I would not have understood the emojis. Language changes. But the words would have had no way to reach my eyes. Or the covers, because, let’s face it, we judge books by the digital photos of their covers.

I read half of it before my morning coffee, the other half afterwards.
I confess, I’ve always had a soft spot for poetry. But, admitting that, well, once upon a time words were heavy and I couldn’t throw them very far, so who would I have even admitted that to once upon a time?

Novel damage (this table is to be filled in)
I love it.
It’s like a magical meta manual for playing games with one’s own life. As if the reader’s friend where a player in a game set up by the reader but dis-understood. It takes the structure of an appliance manual and cross-breeds it with a roleplaying manual and a self-help manual, looping back on itself and showing off the poetics of language as play. Then it swirls back, and brings to mind the constructivist poetry that bloomed a hundred years ago, after war and pandemic, reminding us that time is a leaky circle, that the hand is empty that tries to catch time, that we are here, now. Take notes. A child has written in your manual in green crayon. Who was that child? Was it the reader and their dreams of a life to live, but now forgotten by the reader? Do not listen to the child. Listen to the child. Children speak truths adults pretend not to hear.
It’s good to be reminded that the kind of poetry that was too arcane and too experimental to throw far when words were heavy, may now come arcing across half a globe to be read before and after a coffee while humid monsoon paints grey outside.
But also the poetry itself. Godefroy captures something of the mechanical world we seem to find ourselves in. Our world, of light-fast, fast-as-light words, built on the work of computer programmers, is encoded in a language that pretends to cold, hard, rationality. Ones and zeroes, hexadecimals abundant.
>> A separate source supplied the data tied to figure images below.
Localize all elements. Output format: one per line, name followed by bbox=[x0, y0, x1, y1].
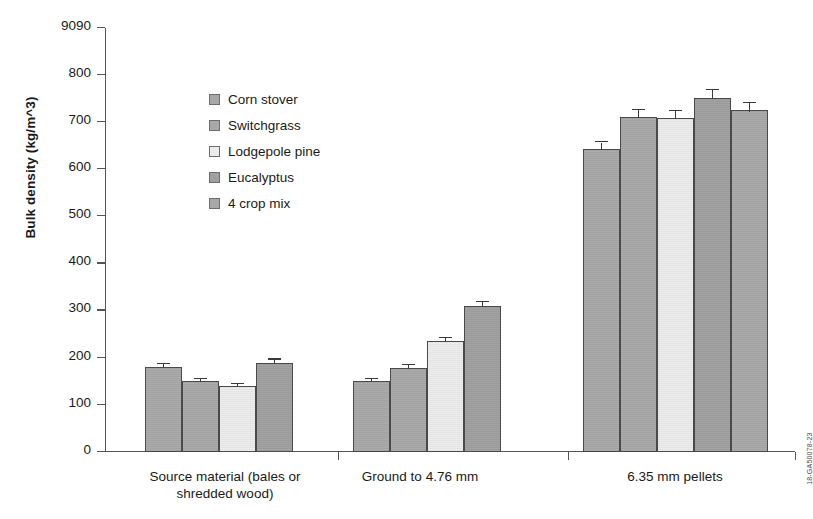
bar bbox=[583, 149, 620, 452]
x-axis-group-label: Ground to 4.76 mm bbox=[290, 468, 550, 485]
error-bar-cap bbox=[669, 110, 682, 111]
error-bar bbox=[408, 365, 409, 368]
error-bar bbox=[274, 360, 275, 363]
error-bar bbox=[749, 103, 750, 111]
y-axis-tick-label: 300 bbox=[68, 300, 91, 315]
y-axis-tick: 200 bbox=[97, 357, 105, 358]
legend-item: Corn stover bbox=[209, 86, 320, 112]
y-axis-tick-label: 800 bbox=[68, 65, 91, 80]
legend-item: Lodgepole pine bbox=[209, 138, 320, 164]
bar bbox=[390, 368, 427, 452]
bar bbox=[657, 118, 694, 452]
bar bbox=[464, 306, 501, 452]
legend-item: Switchgrass bbox=[209, 112, 320, 138]
bar bbox=[620, 117, 657, 452]
x-axis-tick bbox=[338, 452, 339, 460]
legend-item: 4 crop mix bbox=[209, 190, 320, 216]
legend-swatch-icon bbox=[209, 120, 220, 131]
legend-label: Lodgepole pine bbox=[228, 144, 320, 159]
y-axis-tick: 0 bbox=[97, 451, 105, 452]
x-axis-group-label-line: shredded wood) bbox=[95, 485, 355, 502]
error-bar-cap bbox=[365, 378, 378, 379]
error-bar-cap bbox=[402, 364, 415, 365]
bar bbox=[145, 367, 182, 452]
error-bar-cap bbox=[194, 378, 207, 379]
error-bar bbox=[482, 302, 483, 306]
legend-label: 4 crop mix bbox=[228, 196, 290, 211]
error-bar bbox=[163, 364, 164, 367]
legend-swatch-icon bbox=[209, 146, 220, 157]
y-axis-tick-label: 700 bbox=[68, 112, 91, 127]
y-axis-tick-label: 400 bbox=[68, 253, 91, 268]
x-axis-group-label-line: Ground to 4.76 mm bbox=[290, 468, 550, 485]
legend-label: Corn stover bbox=[228, 92, 298, 107]
y-axis-tick-label: 500 bbox=[68, 206, 91, 221]
x-axis-tick bbox=[795, 452, 796, 460]
error-bar bbox=[371, 379, 372, 382]
chart-legend: Corn stoverSwitchgrassLodgepole pineEuca… bbox=[209, 86, 320, 216]
error-bar-cap bbox=[743, 102, 756, 103]
error-bar-cap bbox=[595, 141, 608, 142]
y-axis-tick: 800 bbox=[97, 74, 105, 75]
error-bar bbox=[601, 143, 602, 151]
error-bar-cap bbox=[439, 337, 452, 338]
x-axis-group-label: 6.35 mm pellets bbox=[545, 468, 805, 485]
error-bar-cap bbox=[157, 363, 170, 364]
legend-label: Switchgrass bbox=[228, 118, 301, 133]
y-axis-tick-label: 9090 bbox=[61, 18, 91, 33]
legend-label: Eucalyptus bbox=[228, 170, 294, 185]
y-axis-tick-label: 100 bbox=[68, 395, 91, 410]
y-axis-tick: 500 bbox=[97, 215, 105, 216]
legend-swatch-icon bbox=[209, 172, 220, 183]
bar bbox=[353, 381, 390, 452]
y-axis-tick: 100 bbox=[97, 404, 105, 405]
bar bbox=[219, 386, 256, 452]
bar bbox=[256, 363, 293, 453]
y-axis-tick-label: 600 bbox=[68, 159, 91, 174]
y-axis-tick: 600 bbox=[97, 168, 105, 169]
error-bar bbox=[200, 379, 201, 382]
error-bar bbox=[675, 111, 676, 119]
figure-id-stamp: 18-GA50078-23 bbox=[806, 432, 813, 484]
y-axis-tick: 700 bbox=[97, 121, 105, 122]
error-bar-cap bbox=[231, 383, 244, 384]
legend-item: Eucalyptus bbox=[209, 164, 320, 190]
error-bar bbox=[638, 110, 639, 118]
y-axis-title: Bulk density (kg/m^3) bbox=[23, 58, 38, 278]
error-bar bbox=[445, 338, 446, 342]
bar bbox=[427, 341, 464, 452]
y-axis-tick: 300 bbox=[97, 309, 105, 310]
y-axis-line bbox=[105, 28, 106, 452]
bar bbox=[731, 110, 768, 452]
y-axis-tick-label: 0 bbox=[83, 442, 91, 457]
legend-swatch-icon bbox=[209, 94, 220, 105]
y-axis-tick: 400 bbox=[97, 262, 105, 263]
bar bbox=[182, 381, 219, 452]
error-bar bbox=[237, 384, 238, 386]
x-axis-tick bbox=[568, 452, 569, 460]
y-axis-tick: 9090 bbox=[97, 27, 105, 28]
x-axis-group-label-line: 6.35 mm pellets bbox=[545, 468, 805, 485]
error-bar-cap bbox=[268, 358, 281, 359]
error-bar-cap bbox=[476, 301, 489, 302]
bar bbox=[694, 98, 731, 452]
error-bar-cap bbox=[632, 109, 645, 110]
error-bar-cap bbox=[706, 89, 719, 90]
error-bar bbox=[712, 90, 713, 99]
legend-swatch-icon bbox=[209, 198, 220, 209]
y-axis-tick-label: 200 bbox=[68, 348, 91, 363]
But in translation into human grey matter it is as soft and weird and fuzzy* as human language always was.
So, merci Godefroy.
A lovely morning to read that, a time out of time.
Godefroy Dronsart participates in the social carousel as @OzoneGrass on twitter.
The Manual is published by http://www.sweatdrenchedpress.com/ and the nauseating amazon micropress pod link is hidden beneath these blue letters.
*I won’t say moist and mushy, because though the brain is that, the words moist and mushy just don’t sit well. Imagine playing a game of moisture and mushiness, it’d feel terrible.